The Boycott, Divestments & Sanctions Movement (BDS) in Britain aims to build economic and political pressure on Israel to end its unjust oppression of the Palestinian people. It evolved from similar campaign strategies that were successfully implemented against Apartheid South Africa.
It uses: Boycotts, targeting specific Israeli businesses, sporting, cultural and academic institutions; Divestment, urging inevstors to withdraw all investments from the State of Israel and all Israeli and international companies that sustain Israeli apartheid; and finally, Sanctions, pressuring governments not to aid or assist the state of Israel in anyway shape or form.
Tory MP, Robert Jenrick, said this week that the government will, “In the following months, be working to outlaw BDS in the UK.” Jenrick, who previously served as communities minister before being removed by Johnson in September, is a member of the Conservative Friends of Israel. Jenrick made this statement at an online conference hosted by the Leadership Dialogue Institute think tank. Founded in 2009 at the Australia-Israel Leadership Forum, the think tank states that it owes its success to “its readiness to avoid political correctness.”
Jenrick told the conference that a Bill targeting the BDS Movement could be introduced as early as Spring 2022. In their 2019 general election manifesto, the Tories pledged to impose a ban on councils and other public bodies using BDS tactics, but Jenrick’s comments today could suggest that they plan to impose even stricter legislation banning the movement altogether.
This is extremely worrying news, but is not unsurprising when much of the liberal-left has abandoned BDS tactics out of fear from being accused of anti-semitism.
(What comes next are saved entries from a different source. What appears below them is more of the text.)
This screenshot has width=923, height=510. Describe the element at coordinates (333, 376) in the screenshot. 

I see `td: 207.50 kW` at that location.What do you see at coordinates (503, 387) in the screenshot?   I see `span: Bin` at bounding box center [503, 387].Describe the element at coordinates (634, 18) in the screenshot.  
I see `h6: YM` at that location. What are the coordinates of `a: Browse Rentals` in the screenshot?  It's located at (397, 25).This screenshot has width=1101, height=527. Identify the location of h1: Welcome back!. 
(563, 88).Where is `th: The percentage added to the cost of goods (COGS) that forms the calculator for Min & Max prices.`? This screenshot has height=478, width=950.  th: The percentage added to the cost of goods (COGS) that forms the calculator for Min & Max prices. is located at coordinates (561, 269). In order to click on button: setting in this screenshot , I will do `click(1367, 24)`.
Labour leader, Kier Starmer, has explicitly said that the Labour Party does not support BDS, despite nearly two-thirds of the membership calling for its introduction.
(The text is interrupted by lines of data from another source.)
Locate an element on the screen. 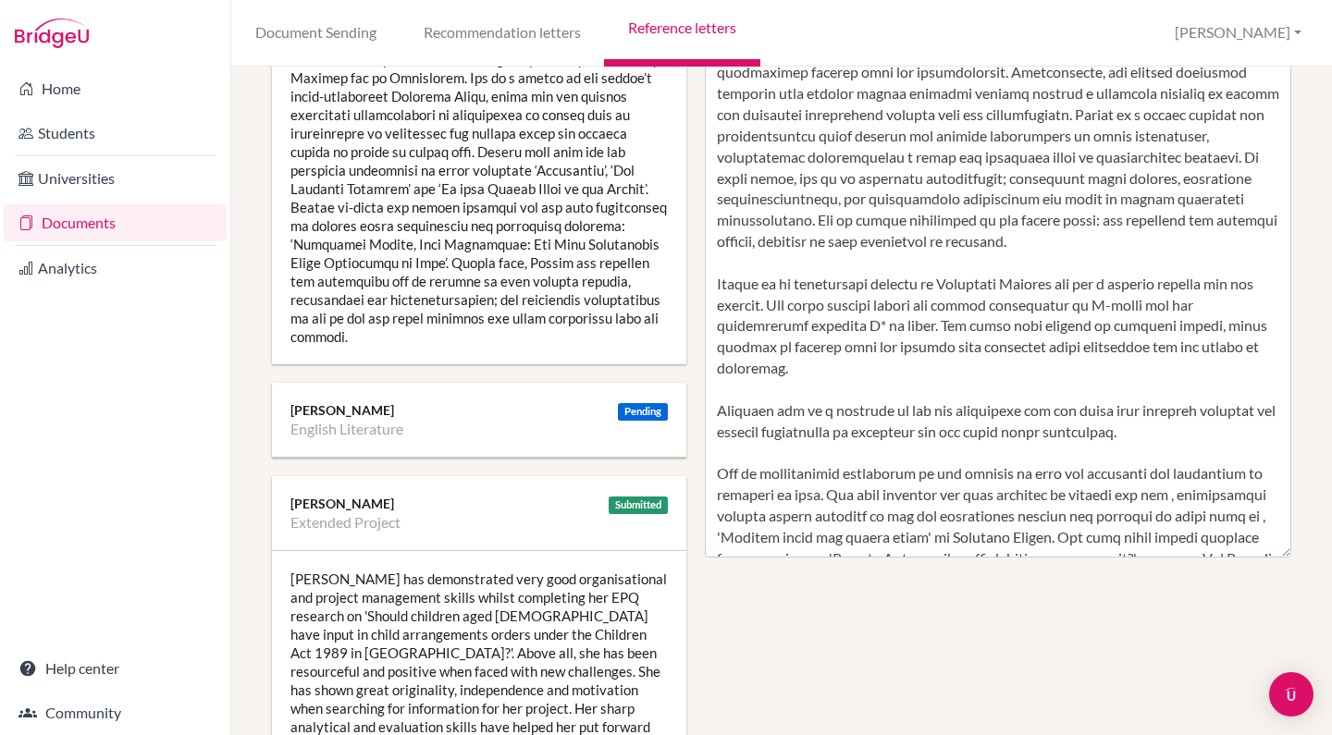  li: Extended Project is located at coordinates (345, 522).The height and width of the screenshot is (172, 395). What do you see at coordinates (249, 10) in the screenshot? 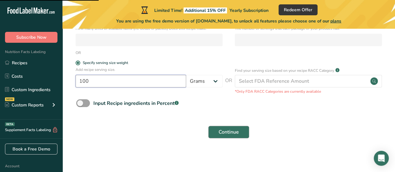
I see `span: Yearly Subscription` at bounding box center [249, 10].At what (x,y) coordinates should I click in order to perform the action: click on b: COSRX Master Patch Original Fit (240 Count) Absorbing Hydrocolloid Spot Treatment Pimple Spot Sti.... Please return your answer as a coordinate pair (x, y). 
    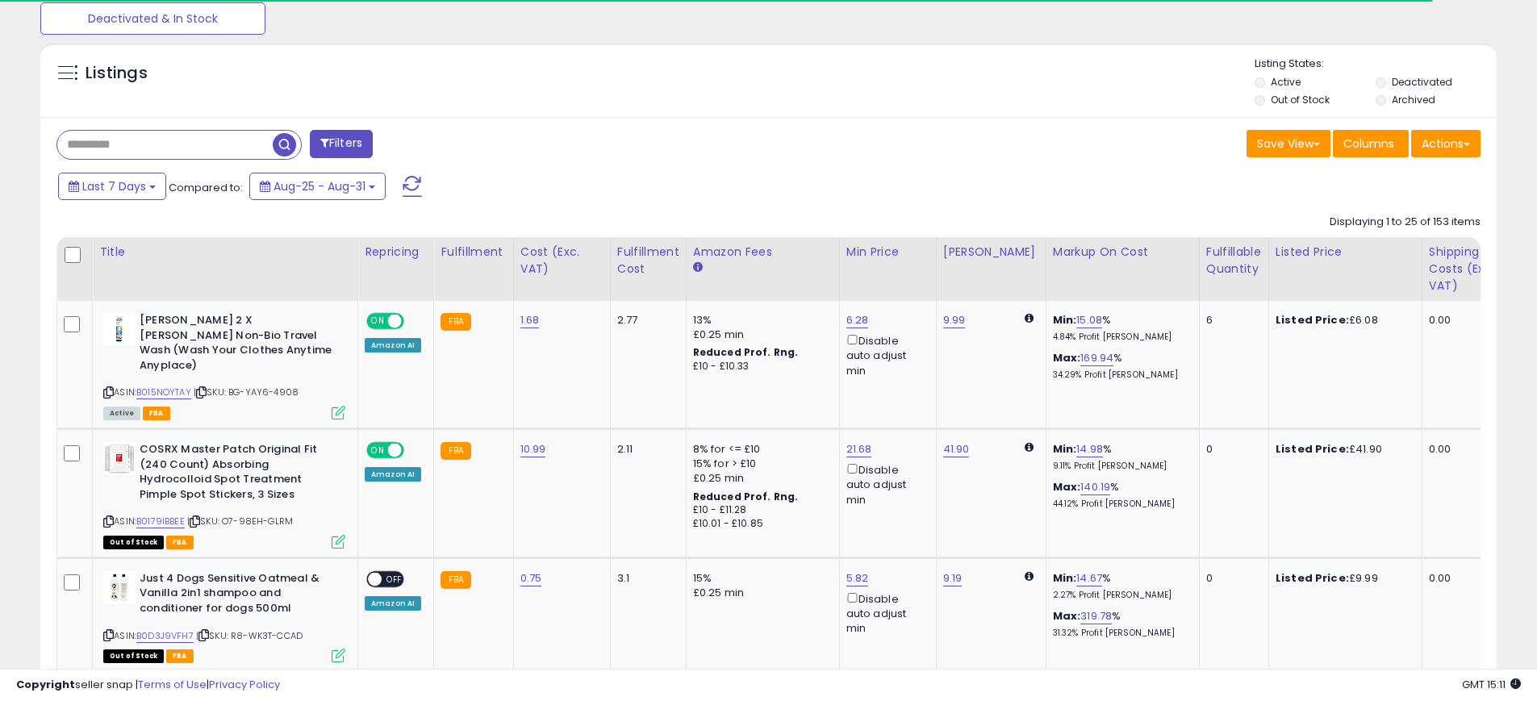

Discussing the potential ban on BDS, Palestine Solidarity Campaign director Ben Jamal said: “This is the latest in a line of measures by this government suppressing core civic freedoms — this time with a move whose only intention is the prevent a state practising apartheid from being held to account. The proposed law will be resisted by all of those dedicated to upholding international law and protecting core democratic freedoms.”
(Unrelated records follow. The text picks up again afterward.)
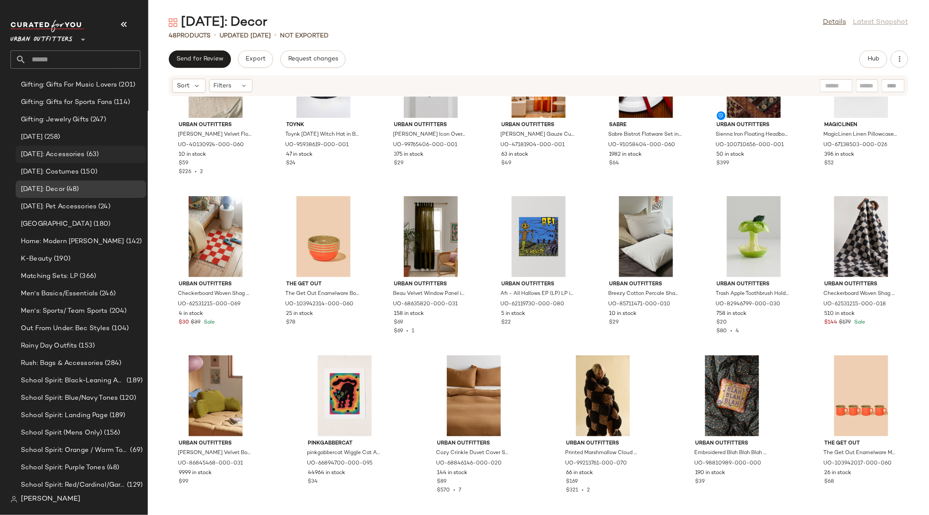 This screenshot has width=929, height=515. What do you see at coordinates (837, 473) in the screenshot?
I see `span: 26 in stock` at bounding box center [837, 473]. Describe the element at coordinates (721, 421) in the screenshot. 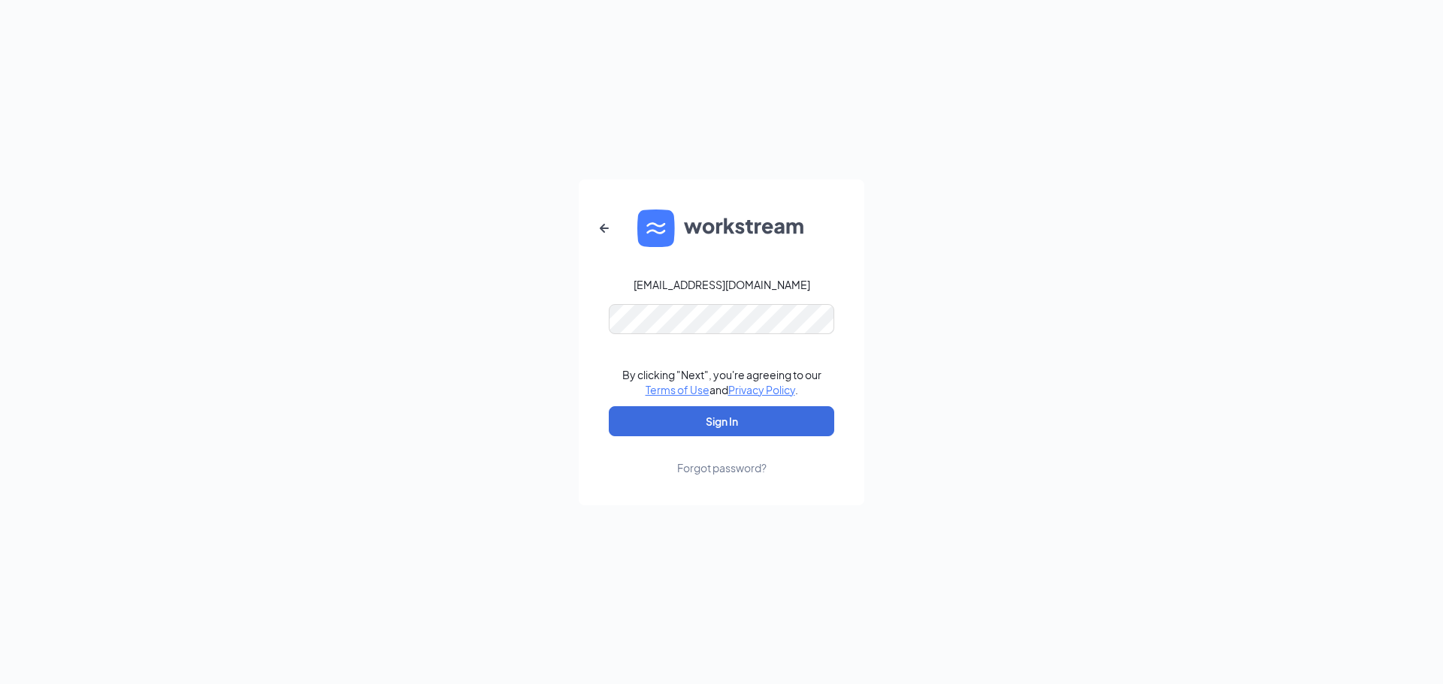

I see `button: Sign In` at that location.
This potential legislative shift represents yet another attack on our democratic freedoms in Britain. Not only this, but it highlights how much ground has been lost in the ongoing culture war over Israel. Thanks to the capitulations of various Labour leaders, we are now in a far worse position than we have been previously.
This is the logical conclusion to the continued attacks by the Israeli lobby who have successfully managed to convince much of society that anti-Zionism and anti-Semitism are comparable, or even interchangeable. Any attempts to implement this legislation must and will be resisted by all parts of our movement, less we condemn ourselves to failure.